Abstract
Wind power fluctuations for an individual turbine and plant have been widely reported to follow the Kolmogorov spectrum of atmospheric turbulence; both vary with a fluctuation time scale as . Yet, this scaling has not been explained through turbulence theory. Using turbines as probes of turbulence, we show the scaling results from a large scale influence of atmospheric turbulence. Owing to this long-range influence spanning 100s of kilometers, when power from geographically distributed wind plants is summed into aggregate power at the grid, fluctuations average (geographic smoothing) and their scaling steepens from , beyond which further smoothing is not possible. Our analysis demonstrates grids have already reached this spectral limit to geographic smoothing.
- Received 15 September 2016
DOI:https://doi.org/10.1103/PhysRevLett.118.028301
Published by the American Physical Society under the terms of the Creative Commons Attribution 3.0 License. Further distribution of this work must maintain attribution to the author(s) and the published article’s title, journal citation, and DOI.
Published by the American Physical Society
Physics Subject Headings (PhySH)
Synopsis
Gusts in the Wind
Published 13 January 2017
A turbulence-based model of wind variations explains observed fluctuations in the power output from wind turbines.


**Work order:** The records that follow should be copied out exactly, pictures excluded.

(Dataset rows for apps and sites)
------------------------

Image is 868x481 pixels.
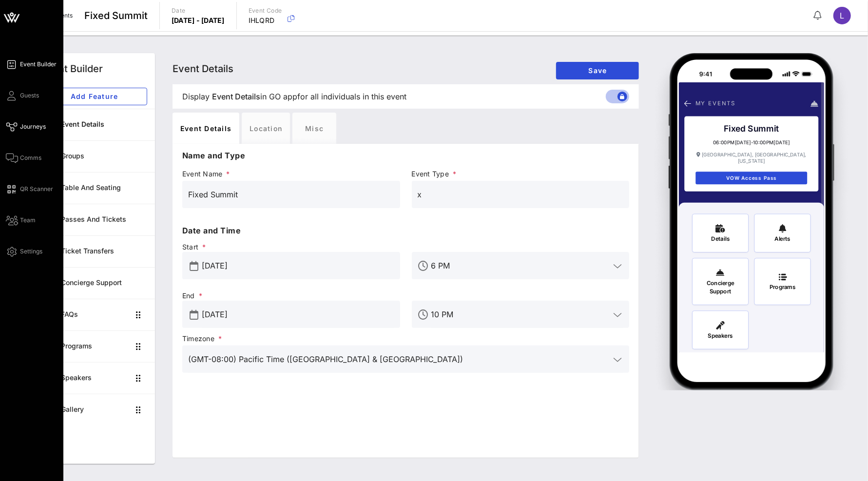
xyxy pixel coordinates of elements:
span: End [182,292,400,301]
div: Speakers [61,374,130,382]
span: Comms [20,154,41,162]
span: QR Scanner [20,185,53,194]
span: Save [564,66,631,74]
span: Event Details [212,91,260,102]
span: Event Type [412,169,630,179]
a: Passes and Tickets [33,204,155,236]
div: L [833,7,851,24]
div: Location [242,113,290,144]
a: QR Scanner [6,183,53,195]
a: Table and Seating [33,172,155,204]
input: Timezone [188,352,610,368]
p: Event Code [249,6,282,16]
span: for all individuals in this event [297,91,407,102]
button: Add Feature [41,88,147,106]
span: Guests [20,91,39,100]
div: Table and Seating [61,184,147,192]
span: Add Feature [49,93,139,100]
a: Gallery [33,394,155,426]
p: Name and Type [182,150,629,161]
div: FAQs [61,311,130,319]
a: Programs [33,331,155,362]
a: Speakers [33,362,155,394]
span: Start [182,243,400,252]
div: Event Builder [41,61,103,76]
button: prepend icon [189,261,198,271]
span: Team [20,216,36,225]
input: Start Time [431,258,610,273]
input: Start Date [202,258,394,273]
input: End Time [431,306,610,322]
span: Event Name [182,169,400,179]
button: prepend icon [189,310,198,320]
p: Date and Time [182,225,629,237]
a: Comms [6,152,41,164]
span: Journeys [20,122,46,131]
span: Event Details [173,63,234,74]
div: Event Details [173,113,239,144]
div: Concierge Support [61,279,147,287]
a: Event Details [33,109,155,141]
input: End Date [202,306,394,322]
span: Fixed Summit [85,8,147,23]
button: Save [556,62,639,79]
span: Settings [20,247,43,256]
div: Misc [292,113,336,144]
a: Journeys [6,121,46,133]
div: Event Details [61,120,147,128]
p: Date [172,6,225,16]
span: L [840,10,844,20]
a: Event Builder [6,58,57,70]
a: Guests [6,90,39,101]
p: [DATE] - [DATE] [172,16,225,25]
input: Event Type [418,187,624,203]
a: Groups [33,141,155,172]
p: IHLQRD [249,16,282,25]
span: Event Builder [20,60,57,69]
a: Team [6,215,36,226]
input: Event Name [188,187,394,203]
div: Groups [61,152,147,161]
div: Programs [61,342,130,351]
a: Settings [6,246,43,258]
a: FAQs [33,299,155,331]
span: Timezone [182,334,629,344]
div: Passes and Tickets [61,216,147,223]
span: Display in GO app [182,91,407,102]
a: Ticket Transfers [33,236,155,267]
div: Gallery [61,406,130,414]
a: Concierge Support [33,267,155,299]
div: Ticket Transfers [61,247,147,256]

------------------------

**Task response:**
Image is 868x481 pixels.
xyxy pixel coordinates of elements:
span: End [182,292,400,301]
div: Speakers [61,374,130,382]
span: Comms [20,154,41,162]
span: QR Scanner [20,185,53,194]
span: Save [564,66,631,74]
span: Event Details [212,91,260,102]
span: Event Type [412,169,630,179]
a: Passes and Tickets [33,204,155,236]
div: L [833,7,851,24]
div: Location [242,113,290,144]
a: QR Scanner [6,183,53,195]
a: Table and Seating [33,172,155,204]
input: Timezone [188,352,610,368]
p: Event Code [249,6,282,16]
span: for all individuals in this event [297,91,407,102]
button: Add Feature [41,88,147,106]
span: Guests [20,91,39,100]
div: Table and Seating [61,184,147,192]
span: Add Feature [49,93,139,100]
a: Gallery [33,394,155,426]
p: Name and Type [182,150,629,161]
div: FAQs [61,311,130,319]
a: Programs [33,331,155,362]
a: Speakers [33,362,155,394]
span: Start [182,243,400,252]
div: Event Builder [41,61,103,76]
button: prepend icon [189,261,198,271]
span: Team [20,216,36,225]
input: Start Time [431,258,610,273]
input: Start Date [202,258,394,273]
input: End Time [431,306,610,322]
span: Event Name [182,169,400,179]
button: prepend icon [189,310,198,320]
p: Date and Time [182,225,629,237]
a: Comms [6,152,41,164]
span: Journeys [20,122,46,131]
span: Event Details [173,63,234,74]
div: Event Details [173,113,239,144]
div: Concierge Support [61,279,147,287]
a: Event Details [33,109,155,141]
input: End Date [202,306,394,322]
span: Fixed Summit [85,8,147,23]
button: Save [556,62,639,79]
span: Settings [20,247,43,256]
div: Misc [292,113,336,144]
a: Journeys [6,121,46,133]
div: Event Details [61,120,147,128]
p: Date [172,6,225,16]
span: L [840,10,844,20]
a: Event Builder [6,58,57,70]
a: Guests [6,90,39,101]
p: [DATE] - [DATE] [172,16,225,25]
input: Event Type [418,187,624,203]
a: Groups [33,141,155,172]
p: IHLQRD [249,16,282,25]
span: Event Builder [20,60,57,69]
a: Team [6,215,36,226]
input: Event Name [188,187,394,203]
div: Groups [61,152,147,161]
div: Programs [61,342,130,351]
a: Settings [6,246,43,258]
a: FAQs [33,299,155,331]
span: Timezone [182,334,629,344]
div: Passes and Tickets [61,216,147,223]
span: Display in GO app [182,91,407,102]
a: Ticket Transfers [33,236,155,267]
div: Gallery [61,406,130,414]
a: Concierge Support [33,267,155,299]
div: Ticket Transfers [61,247,147,256]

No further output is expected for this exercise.